Beyond Advanced Training: The Bar Has Been Raised

  • Published
  • By Maj. Steve Lewis
  • Reserve National Security Space Institute
“Current, Realistic, Relevant” is my favorite mantra for education and training.  On May 2, 2015 the commander of Air Force Space Command, Gen. John E. Hyten, raised the bar even higher with a call to transform how we train our forces in order to continue to be effective in the space domain.  Ironically, I was attending the Global Positioning System Partnership Council to discuss advanced training and felt compelled to answer the call.

I am an Air Force Reserve officer currently assigned to the 310th Space Wing’s Headquarters Reserve National Security Space Institute (and have been in the Air Force for 17 years, 11 of which have been solely with GPS).  I have been blessed to work GPS operations, modernization, navigation warfare, weapons and tactics, evaluations and now education and training.  Similarly, our team of 47 reservists at the RNSSI is filled with similar stories, to include many with advanced science, technology, engineering and mathematics degrees as well as depth and breadth of industry experience across the gamut of space systems.  We are all advanced graduates in our space mission areas and feel strong conviction to serve both our community and country.  Our calling is to give space professionals in AFSPC unsurpassed knowledge and skills on space systems, threats and the space environment in the contested, degraded, and operationally limited space domain.

As the HQ RNSSI Chief of the Space Curriculum Research and Development Division, I immediately put my team into action, building bridges and new curriculum alongside active duty, Reserve and contractor instructors at the Space Education and Training Center.  Knowing status quo was not an acceptable course of action, we decided to tackle advanced CDO education with elements of the live, virtual, constructive, or LVC, training model.  Without a budget, we rescued $30,000 of discarded equipment and received a generous donation of Defense Advanced GPS Receivers worth over $50,000 from the Joint Navigation Warfare Center.  We were even blessed with the opportunity to work with the Army Future Warfare Center Battlelab to build a GPS receiver that would allow us to harvest raw, live navigation and timing data.  The goal is to have the students reach a more advanced level of learning by conducting mission planning, deploy to a degraded PNT environment, conduct analysis and debrief.  We call it the GPS CDO Lab.

A key element in development of the new curriculum was academia.  We first reached out to the highly distinguished Professor Per Enge of the GPS Laboratory at Stanford University, who fielded the first ever Massive Open Online Course for GPS.  We requested the use of his distance learning materials to ensure our student base had accessible, advanced tools to baseline their knowledge base before arriving to our in residence Navigation Operations Advanced Course.  He graciously obliged, giving us a no-cost, yet advanced, training tool.  The next step was to create curriculum for the live-sky lab modules and ensure they were properly vetted.  We reached out to Professor Dennis Akos from University of Colorado, Boulder, whose research has demonstrated the ability to detect, locate and mitigate GPS spoofing through design elements in software and hardware Global Navigation Satellite System receivers.  He, along with other professors and subject matter experts reviewed the GPS CDO Lab material and offered their astute academic advice, ensuring the accuracy and raising the bar for the lesson material even further.  Five of them even volunteered their time to be guest speakers in our courses, sharing cutting edge research with future space cadre.

Curriculum development wouldn’t be complete without strong working relationships with our primary stakeholders, the 2nd Space Operations Squadron and their Reserve Associate Unit, 19th Space Operations Squadron.  Early on in the process, 2nd SOPS and 19th SOPS commanders, Lt. Col. Todd Benson and Lt. Col. Samuel Baxter, along with their subject matter expert operators, provided invaluable inputs into the development process through frequent, open communication.  The 19th SOPS even provided a team of representative students to participate in the first GPS CDO Lab trial.  With all the kinks ironed out, the lab went live in the July 2016, and in one of our student’s words, was “highly effective [at] driving home many of the [CDO] concepts.”

This advanced curriculum research and development success story has gone far beyond one lesson.  It has led to several successful branches and sequels:  Five new radio frequency signal processing and cryptography tools, a real-world GPS threat detection and mitigation development initiative, and five additional LVC lab modules in the cue aimed at other mission areas.  More importantly, this one initiative has brought together members from Space and Missile Systems Center, the Joint Navigation Warfare Center, Army Future Warfare Center, and the both the 50th and 310th Space Wings to build something bigger than any of us:  the foundation and momentum to transform how we train our people to be effective in the space domain.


Scan the entries below for the string "nmuscle" and copy every line where it turns up.

■ ■ ■ ■ ■

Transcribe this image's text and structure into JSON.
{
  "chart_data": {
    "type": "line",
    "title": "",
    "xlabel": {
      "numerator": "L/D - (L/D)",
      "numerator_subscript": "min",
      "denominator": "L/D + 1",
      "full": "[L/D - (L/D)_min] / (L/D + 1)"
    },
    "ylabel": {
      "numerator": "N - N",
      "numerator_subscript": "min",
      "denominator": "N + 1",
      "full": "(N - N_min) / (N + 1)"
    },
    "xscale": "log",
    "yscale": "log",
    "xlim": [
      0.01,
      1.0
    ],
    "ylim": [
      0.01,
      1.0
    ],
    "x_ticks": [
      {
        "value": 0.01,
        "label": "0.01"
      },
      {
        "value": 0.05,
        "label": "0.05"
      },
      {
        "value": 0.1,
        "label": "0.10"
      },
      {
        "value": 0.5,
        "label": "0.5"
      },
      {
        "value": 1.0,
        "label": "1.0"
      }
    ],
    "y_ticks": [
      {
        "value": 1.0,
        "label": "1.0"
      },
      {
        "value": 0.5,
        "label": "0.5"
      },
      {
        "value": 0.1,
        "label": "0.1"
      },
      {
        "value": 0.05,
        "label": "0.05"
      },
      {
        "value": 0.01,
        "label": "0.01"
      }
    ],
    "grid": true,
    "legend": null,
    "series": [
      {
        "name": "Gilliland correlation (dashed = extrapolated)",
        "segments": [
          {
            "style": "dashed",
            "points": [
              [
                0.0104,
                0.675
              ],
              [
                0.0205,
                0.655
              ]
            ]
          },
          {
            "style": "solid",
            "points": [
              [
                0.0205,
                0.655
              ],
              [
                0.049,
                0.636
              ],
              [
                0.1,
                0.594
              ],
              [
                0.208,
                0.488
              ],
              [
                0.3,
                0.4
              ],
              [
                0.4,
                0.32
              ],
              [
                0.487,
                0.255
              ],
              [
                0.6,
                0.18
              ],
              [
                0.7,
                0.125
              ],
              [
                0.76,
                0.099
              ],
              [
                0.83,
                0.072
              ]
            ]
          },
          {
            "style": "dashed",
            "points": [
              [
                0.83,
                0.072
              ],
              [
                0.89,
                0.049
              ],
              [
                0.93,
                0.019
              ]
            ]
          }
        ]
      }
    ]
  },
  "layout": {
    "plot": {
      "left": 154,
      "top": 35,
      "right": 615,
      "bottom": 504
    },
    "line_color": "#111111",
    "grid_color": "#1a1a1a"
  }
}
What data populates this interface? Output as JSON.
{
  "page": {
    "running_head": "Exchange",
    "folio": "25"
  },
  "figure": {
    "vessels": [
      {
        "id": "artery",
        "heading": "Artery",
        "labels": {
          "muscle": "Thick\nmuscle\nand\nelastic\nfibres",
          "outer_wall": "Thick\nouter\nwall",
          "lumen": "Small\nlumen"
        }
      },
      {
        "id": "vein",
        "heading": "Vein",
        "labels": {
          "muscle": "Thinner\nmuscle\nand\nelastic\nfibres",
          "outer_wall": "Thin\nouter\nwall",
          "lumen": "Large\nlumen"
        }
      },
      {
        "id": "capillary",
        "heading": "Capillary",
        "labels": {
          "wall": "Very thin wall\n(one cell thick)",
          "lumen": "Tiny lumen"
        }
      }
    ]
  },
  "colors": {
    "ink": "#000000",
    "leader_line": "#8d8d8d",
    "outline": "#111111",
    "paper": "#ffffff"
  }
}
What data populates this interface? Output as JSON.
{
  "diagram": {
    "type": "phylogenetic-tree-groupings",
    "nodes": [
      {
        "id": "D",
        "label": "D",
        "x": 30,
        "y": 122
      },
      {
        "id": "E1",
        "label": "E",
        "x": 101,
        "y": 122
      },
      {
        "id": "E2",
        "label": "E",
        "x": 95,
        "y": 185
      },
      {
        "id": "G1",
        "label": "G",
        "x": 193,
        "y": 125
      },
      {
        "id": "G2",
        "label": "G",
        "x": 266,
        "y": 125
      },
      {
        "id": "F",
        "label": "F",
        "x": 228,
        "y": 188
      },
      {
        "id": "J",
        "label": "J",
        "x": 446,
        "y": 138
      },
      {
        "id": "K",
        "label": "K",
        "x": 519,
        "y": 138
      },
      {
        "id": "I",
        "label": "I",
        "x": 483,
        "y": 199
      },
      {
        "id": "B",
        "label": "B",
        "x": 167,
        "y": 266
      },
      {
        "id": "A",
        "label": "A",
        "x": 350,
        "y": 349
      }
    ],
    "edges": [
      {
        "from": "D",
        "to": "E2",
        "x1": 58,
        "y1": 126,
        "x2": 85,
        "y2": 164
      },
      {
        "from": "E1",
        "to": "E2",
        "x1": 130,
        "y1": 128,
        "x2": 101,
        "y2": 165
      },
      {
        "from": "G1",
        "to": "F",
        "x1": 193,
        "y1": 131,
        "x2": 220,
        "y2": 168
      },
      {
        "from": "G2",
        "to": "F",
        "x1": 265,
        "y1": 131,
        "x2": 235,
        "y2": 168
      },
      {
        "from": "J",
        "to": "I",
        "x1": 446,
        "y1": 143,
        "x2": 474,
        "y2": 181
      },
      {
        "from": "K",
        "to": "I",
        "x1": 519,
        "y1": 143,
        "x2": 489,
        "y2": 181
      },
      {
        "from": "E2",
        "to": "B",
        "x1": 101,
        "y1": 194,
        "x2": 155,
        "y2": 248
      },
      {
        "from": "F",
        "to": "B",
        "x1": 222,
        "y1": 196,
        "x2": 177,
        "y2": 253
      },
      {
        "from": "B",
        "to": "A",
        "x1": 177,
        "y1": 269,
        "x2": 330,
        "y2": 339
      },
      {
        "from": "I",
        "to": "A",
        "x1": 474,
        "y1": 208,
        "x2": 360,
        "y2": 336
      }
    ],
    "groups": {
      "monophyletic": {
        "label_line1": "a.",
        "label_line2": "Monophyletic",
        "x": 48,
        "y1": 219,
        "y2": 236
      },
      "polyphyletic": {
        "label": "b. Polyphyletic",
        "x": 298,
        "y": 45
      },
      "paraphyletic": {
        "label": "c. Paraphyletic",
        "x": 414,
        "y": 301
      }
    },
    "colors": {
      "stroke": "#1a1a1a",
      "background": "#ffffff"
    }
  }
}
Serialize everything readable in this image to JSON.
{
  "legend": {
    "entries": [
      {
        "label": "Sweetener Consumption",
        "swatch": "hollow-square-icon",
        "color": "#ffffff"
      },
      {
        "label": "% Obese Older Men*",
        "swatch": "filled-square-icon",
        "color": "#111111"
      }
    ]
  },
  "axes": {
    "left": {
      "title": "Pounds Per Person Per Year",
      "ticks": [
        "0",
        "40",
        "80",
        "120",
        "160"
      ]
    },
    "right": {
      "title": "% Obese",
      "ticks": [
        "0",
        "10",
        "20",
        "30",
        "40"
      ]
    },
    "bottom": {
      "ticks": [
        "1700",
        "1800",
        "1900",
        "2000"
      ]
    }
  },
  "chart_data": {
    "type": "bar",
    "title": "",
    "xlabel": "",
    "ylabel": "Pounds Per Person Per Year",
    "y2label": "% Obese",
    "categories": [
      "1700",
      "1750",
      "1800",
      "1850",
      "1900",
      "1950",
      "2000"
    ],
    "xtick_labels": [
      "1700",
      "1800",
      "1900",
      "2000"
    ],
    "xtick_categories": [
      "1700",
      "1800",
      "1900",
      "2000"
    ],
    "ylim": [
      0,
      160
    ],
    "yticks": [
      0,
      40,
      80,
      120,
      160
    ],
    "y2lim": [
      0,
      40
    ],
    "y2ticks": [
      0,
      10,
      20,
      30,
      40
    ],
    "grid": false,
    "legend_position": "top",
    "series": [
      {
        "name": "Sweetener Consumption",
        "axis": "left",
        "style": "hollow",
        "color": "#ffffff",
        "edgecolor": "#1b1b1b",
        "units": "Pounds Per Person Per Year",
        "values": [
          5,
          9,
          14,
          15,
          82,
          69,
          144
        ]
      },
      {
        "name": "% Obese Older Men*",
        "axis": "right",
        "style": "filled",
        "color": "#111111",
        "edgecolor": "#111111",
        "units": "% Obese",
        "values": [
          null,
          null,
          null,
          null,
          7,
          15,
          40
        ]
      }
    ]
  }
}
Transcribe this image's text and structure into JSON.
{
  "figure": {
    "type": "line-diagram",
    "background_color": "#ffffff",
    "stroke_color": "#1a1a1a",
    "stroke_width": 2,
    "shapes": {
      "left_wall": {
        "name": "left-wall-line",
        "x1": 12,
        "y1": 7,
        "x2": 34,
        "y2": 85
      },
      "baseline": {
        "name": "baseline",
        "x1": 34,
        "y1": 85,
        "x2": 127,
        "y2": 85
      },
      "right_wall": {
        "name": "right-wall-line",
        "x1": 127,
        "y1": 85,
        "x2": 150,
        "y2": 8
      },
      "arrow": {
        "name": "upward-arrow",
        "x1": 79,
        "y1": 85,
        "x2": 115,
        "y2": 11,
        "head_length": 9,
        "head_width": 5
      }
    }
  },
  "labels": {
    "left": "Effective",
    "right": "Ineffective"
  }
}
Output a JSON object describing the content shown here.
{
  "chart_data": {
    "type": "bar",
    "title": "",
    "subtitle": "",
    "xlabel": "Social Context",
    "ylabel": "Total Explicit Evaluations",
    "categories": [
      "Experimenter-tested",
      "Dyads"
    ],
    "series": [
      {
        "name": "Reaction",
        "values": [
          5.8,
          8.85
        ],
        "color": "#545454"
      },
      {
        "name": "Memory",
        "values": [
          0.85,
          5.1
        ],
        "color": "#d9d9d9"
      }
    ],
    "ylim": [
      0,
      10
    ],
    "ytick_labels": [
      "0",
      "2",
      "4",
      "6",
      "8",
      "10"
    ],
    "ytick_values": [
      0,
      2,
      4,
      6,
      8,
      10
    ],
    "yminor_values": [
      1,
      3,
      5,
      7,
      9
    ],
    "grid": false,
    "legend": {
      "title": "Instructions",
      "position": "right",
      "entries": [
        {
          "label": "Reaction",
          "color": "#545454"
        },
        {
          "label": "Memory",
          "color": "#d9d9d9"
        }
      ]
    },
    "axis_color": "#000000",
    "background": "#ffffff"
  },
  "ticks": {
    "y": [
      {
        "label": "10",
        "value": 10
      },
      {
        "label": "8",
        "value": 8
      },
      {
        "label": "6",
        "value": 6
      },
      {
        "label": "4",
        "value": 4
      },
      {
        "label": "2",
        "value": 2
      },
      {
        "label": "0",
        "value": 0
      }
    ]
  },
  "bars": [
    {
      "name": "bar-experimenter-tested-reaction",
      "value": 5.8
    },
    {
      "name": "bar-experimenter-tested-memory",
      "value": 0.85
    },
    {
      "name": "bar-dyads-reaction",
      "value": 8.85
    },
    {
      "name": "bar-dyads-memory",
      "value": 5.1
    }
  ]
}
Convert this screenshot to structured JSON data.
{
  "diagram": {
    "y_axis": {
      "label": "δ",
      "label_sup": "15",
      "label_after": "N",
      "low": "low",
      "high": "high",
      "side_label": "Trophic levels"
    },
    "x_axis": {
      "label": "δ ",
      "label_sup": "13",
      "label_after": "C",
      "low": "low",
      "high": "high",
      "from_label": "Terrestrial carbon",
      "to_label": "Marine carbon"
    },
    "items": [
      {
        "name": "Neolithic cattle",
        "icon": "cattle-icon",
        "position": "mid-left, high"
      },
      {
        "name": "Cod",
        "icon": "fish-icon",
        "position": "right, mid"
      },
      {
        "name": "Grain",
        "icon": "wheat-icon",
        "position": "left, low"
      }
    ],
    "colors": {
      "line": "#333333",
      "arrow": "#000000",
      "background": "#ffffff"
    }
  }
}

■ ■ ■ ■ ■

### RESULT BELOW
          "muscle": "Thick\nmuscle\nand\nelastic\nfibres",
          "muscle": "Thinner\nmuscle\nand\nelastic\nfibres",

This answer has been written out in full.